As the boy with the purple ball cap walked towards the tennis court, he could see that it had been an energetic point that was going on. ...that had been going on. He stopped for a moment to assess the situation, shrugged his slim shoulders and continued walking. He opened up the door to the fence that surrounded the courts and stepped out onto the green concrete. The ball was now sitting perfectly still just a foot or so off the ground near the tall lanky boy with the not-completely-grown-in mustache. No one on the court was moving. Everyone was perfectly still--frozen in mid-motion on the court. [...] It was really eerie. It was almost as if someone had hit the pause button on the remote control. Except, this was real life on pause, not a movie." Seventeen-year-old Johnny (otherwise known as Stopper) has the unusual ability to stop time for the rest of the world. And it's a power that he himself can't control. He can't interact with people in a normal way because of his power and has multiple character flaws that have developed as a result. A group of friends at the local school start to notice the strange things happening whenever this particular boy is around and they try their best to make contact with him. They eventually end up adopting him as one of their own, all the while trying to protect him from a looming threat.

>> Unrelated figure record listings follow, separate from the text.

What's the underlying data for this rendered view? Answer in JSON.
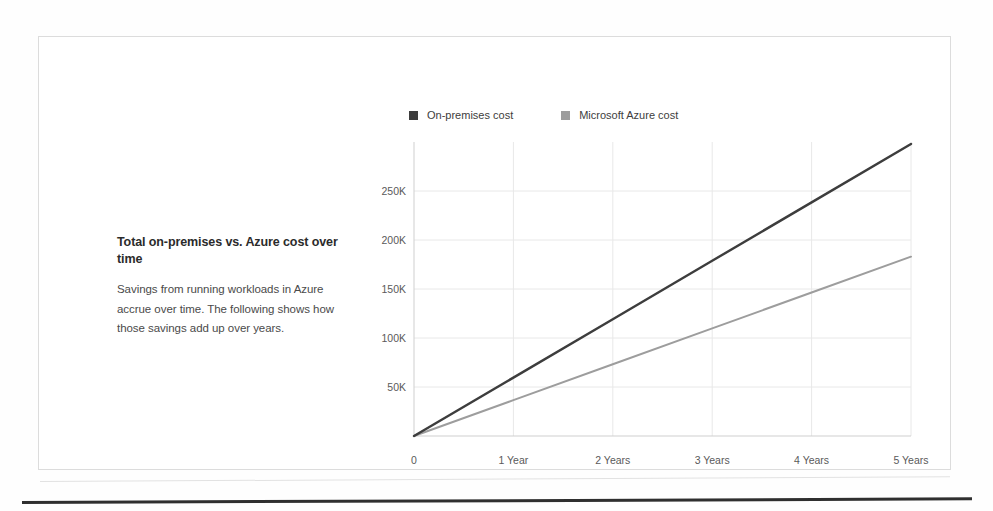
{
  "panel": {
    "heading": "Total on-premises vs. Azure cost over time",
    "body": "Savings from running workloads in Azure accrue over time. The following shows how those savings add up over years."
  },
  "colors": {
    "onpremises": "#3d3d3d",
    "azure": "#9d9d9d",
    "grid": "#e8e8e8",
    "axis": "#cfcfcf",
    "tick_text": "#5a5a5a",
    "frame_border": "#dcdcdc",
    "rule": "#2f2f2f"
  },
  "chart_data": {
    "type": "line",
    "title": "",
    "xlabel": "",
    "ylabel": "",
    "x": [
      0,
      1,
      2,
      3,
      4,
      5
    ],
    "categories": [
      "0",
      "1 Year",
      "2 Years",
      "3 Years",
      "4 Years",
      "5 Years"
    ],
    "xtick_labels": [
      "0",
      "1 Year",
      "2 Years",
      "3 Years",
      "4 Years",
      "5 Years"
    ],
    "ytick_labels": [
      "50K",
      "100K",
      "150K",
      "200K",
      "250K"
    ],
    "ytick_values": [
      50000,
      100000,
      150000,
      200000,
      250000
    ],
    "ylim": [
      0,
      300000
    ],
    "xlim": [
      0,
      5
    ],
    "grid": true,
    "legend_position": "top",
    "series": [
      {
        "name": "On-premises cost",
        "color": "#3d3d3d",
        "values": [
          0,
          59600,
          119200,
          178800,
          238400,
          298000
        ]
      },
      {
        "name": "Microsoft Azure cost",
        "color": "#9d9d9d",
        "values": [
          0,
          36600,
          73200,
          109800,
          146400,
          183000
        ]
      }
    ]
  }
}
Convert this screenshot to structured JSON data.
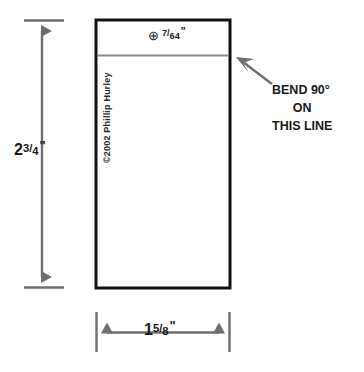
{
  "drawing": {
    "title": "Sheet metal bracket flat pattern",
    "background_color": "#ffffff",
    "outline_color": "#111111",
    "bend_line_color": "#8a8a8a",
    "dimension_color": "#6e6e6e",
    "text_color": "#1a1a1a"
  },
  "part": {
    "outline_name": "part-outline",
    "bend_line_name": "bend-line"
  },
  "hole_callout": {
    "symbol": "⊕",
    "symbol_name": "hole-center-crosshair-icon",
    "numerator": "7",
    "slash": "/",
    "denominator": "64",
    "unit": "\"",
    "full_text": "⊕ 7/64\""
  },
  "height_dimension": {
    "whole": "2",
    "numerator": "3",
    "slash": "/",
    "denominator": "4",
    "unit": "\"",
    "full_text": "2 3/4\""
  },
  "width_dimension": {
    "whole": "1",
    "numerator": "5",
    "slash": "/",
    "denominator": "8",
    "unit": "\"",
    "full_text": "1 5/8\""
  },
  "copyright": {
    "text": "©2002 Phillip Hurley"
  },
  "bend_note": {
    "line1": "BEND 90°",
    "line2": "ON",
    "line3": "THIS LINE",
    "full_text": "BEND 90° ON THIS LINE"
  }
}
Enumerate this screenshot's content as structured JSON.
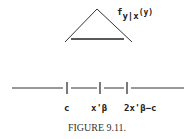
{
  "figure": {
    "density_label": {
      "f": "f",
      "sub": "y|x",
      "arg": "(y)"
    },
    "axis_labels": [
      "c",
      "x'β",
      "2x'β−c"
    ],
    "caption": "FIGURE 9.11."
  }
}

What does one contested account of an enslaved woman tell us about our difficult racial past? Part history, part anthropology, and part detective story, The Accidental Slaveowner traces, from the 1850s to the present day, how different groups of people have struggled with one powerful story about slavery. For over a century and a half, residents of Oxford, Georgia (“the birthplace of Emory University”), have told and retold stories of the enslaved woman known as “Kitty” and her owner, Methodist bishop James Osgood Andrew, first president of Emory’s board of trustees. Bishop Andrew’s ownership of Miss Kitty and other enslaved persons triggered the 1844 great national schism of the Methodist Episcopal Church, presaging the Civil War. For many local whites, Bishop Andrew was only “accidentally” a slaveholder, and when offered her freedom, Kitty willingly remained in slavery out of loyalty to her master. Local African Americans, in contrast, tend to insist that Miss Kitty was the Bishop’s coerced lover and that she was denied her basic freedoms throughout her life. Mark Auslander approaches these opposing narratives as “myths,” not as falsehoods but as deeply meaningful and resonant accounts that illuminate profound enigmas in American history and culture. After considering the multiple, powerful ways that the Andrew-Kitty myths have shaped perceptions of race in Oxford, at Emory, and among southern Methodists, Auslander sets out to uncover the “real” story of Kitty and her family. His years-long feat of collaborative detective work results in a series of discoveries and helps open up important arenas for reconciliation, restorative justice, and social healing.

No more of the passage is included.